ABSTRACT

Islamic extremism is no longer the biggest threat to peace and stability in Southeast Asia. This is a remarkable achievement when compared with the outlook one might have had just six or seven years ago. If we were to look back to 2002 or 2003, violence committed (or uncovered plots envisioning violence) in the name of Islam dominated security discussions from the Philippines and Indonesia (where a great deal of violence and terrorist activity occurred), to normally stable and secure countries like Singapore, Malaysia, and Thailand (where a number of arrests were made and evidence was gathered of terrorist activity foiled). While the chance of a terrorist attack has not vanished entirely, as the July 17, 2009 bombings on the Marriott and Ritz Carlton hotels in Jakarta illustrate, the threat has been significantly reduced and governments around the region have learned how to share intelligence and to use good police work and the courts to deal with terror suspects. This chapter will mostly focus on the state of militant Islamic groups in just two countries, the Philippines and Indonesia. While other countries will be discussed, the possibility for renewed violence and conflict is highest in these two states. This chapter will then analyze what the author sees as the new dynamic in Islamic political mobilization which is a “normalization” of political activity and contestation, rather than increased radicalization or militarization. By normalization I mean that instead of seeing Islamic politics as a choice between groups willing to use violence to achieve their goals, and groups seen as more moderate or complicit with the regime (those who were willing to work with governments to assert influence through allowed political channels), instead Islamic politics has become more nuanced, with both an increase in the number of Islamic actors having input into the political process, and a wider variety of methods and goals employed by such groups. From 1998 to 2004, the news from Southeast Asia was full of horrific accounts of

sectarian violence and attacks from militant Islamic groups. This time period represents a moment of transition in Southeast Asia. Countries had been devastated by the 1997 financial crisis, political regimes had fallen or faced significant new political challenges and challengers (Indonesia, Thailand, Malaysia, Philippines), and overall the region could be characterized by increasingly weak state institutions. Radical Islamic groups were motivated by local, regional, and global concerns. The primary grievences of militant Islamic groups in this period were directed at individual governments and were driven by a sense that these secular regimes were illegitimate. Increased Islamic activity (both from groups willing to use violence to achieve their aims and from more moderate organizations) developed in Southeast Asia through the 1970s and 1980s. There was a great increase in mosque-building, attendance at Friday prayers increased, and there were greater numbers of people studying in religious schools, making the pilgrimage, and zakat

(donations).

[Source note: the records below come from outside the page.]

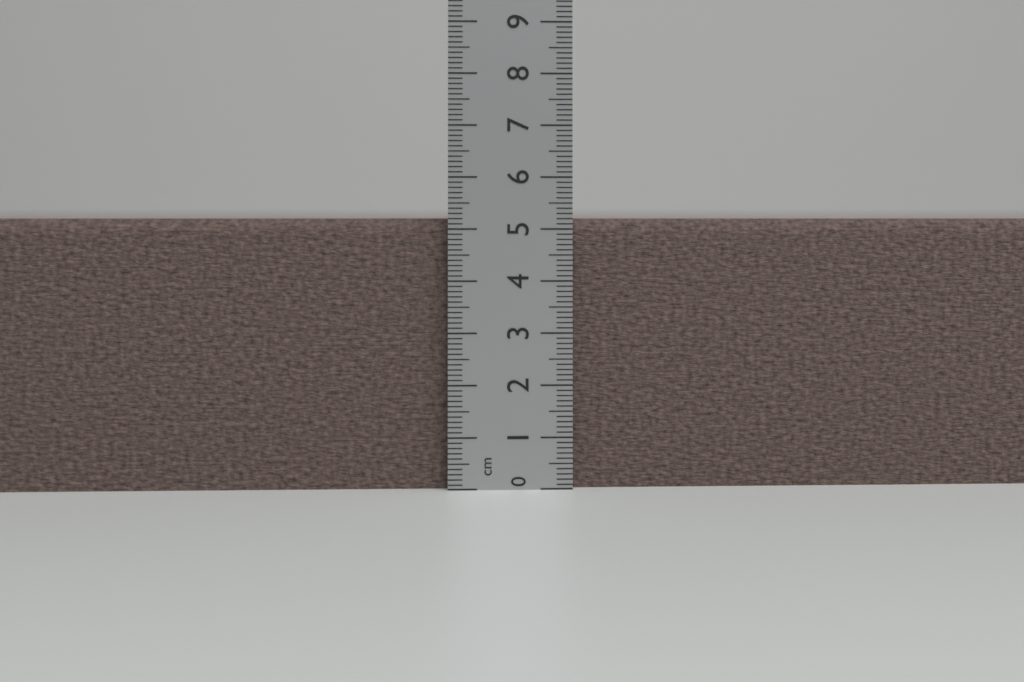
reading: 5.2 cm
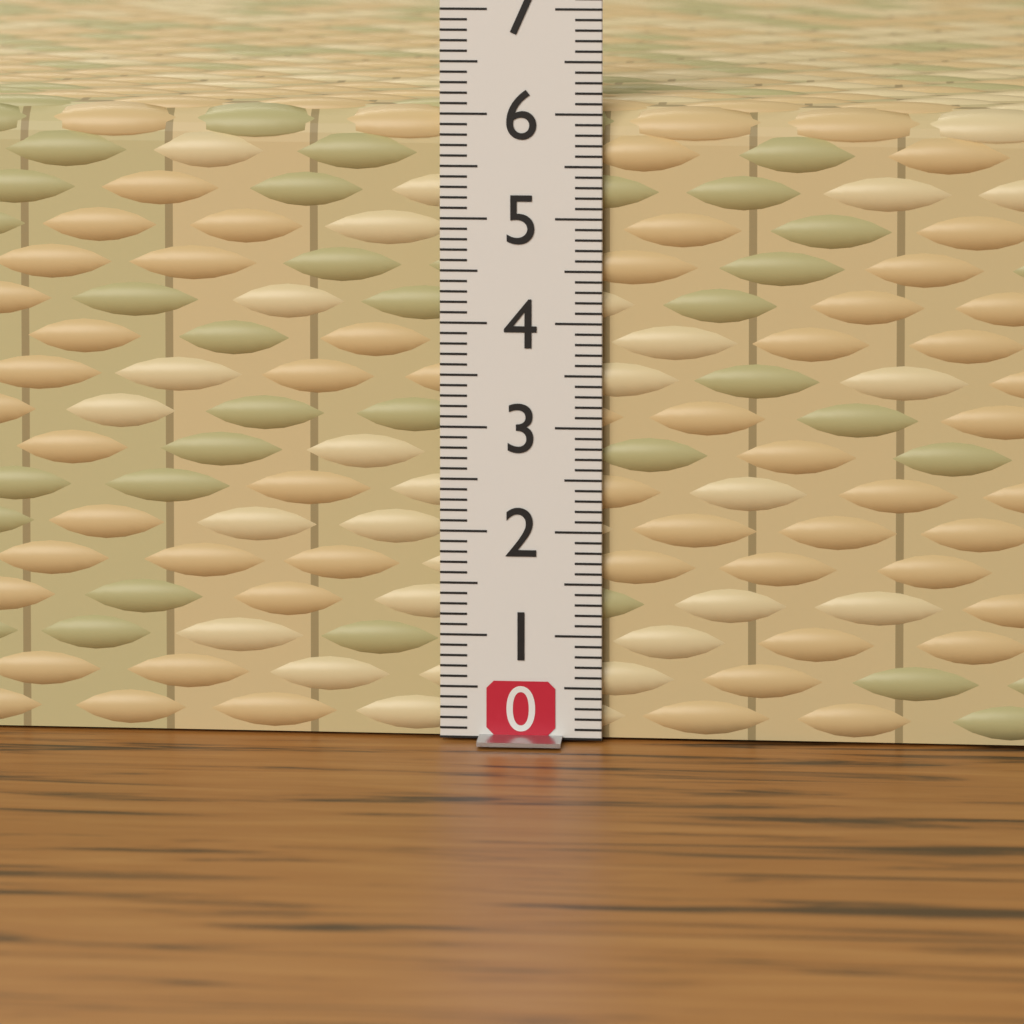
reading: 6.1 (no unit)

There are several reasons for this: (1) there was an increase in literacy which made studying and adherence to customs and practices more likely; (2) the official state curricula (in Malaysia and Indonesia) had religious components to them so more people were exposed to formal religious ideas; (3) participation in organized religion was a relatively safe outlet for expression and a sphere of life not totally controlled by the state (in Indonesia).1 Some Islamic groups in Southeast Asia worked within the parameters allowed in each state, others opposed the regimes they lived under and some of these developed into more militant organizations that sought to achieve an Islamic state or even to create an Islamic caliphate that stretched from the Philippines through Indonesia, Malaysia and into Southern Thailand. For these groups, the illegitimacy of authoritarian leaders provided a justification for violence and militancy.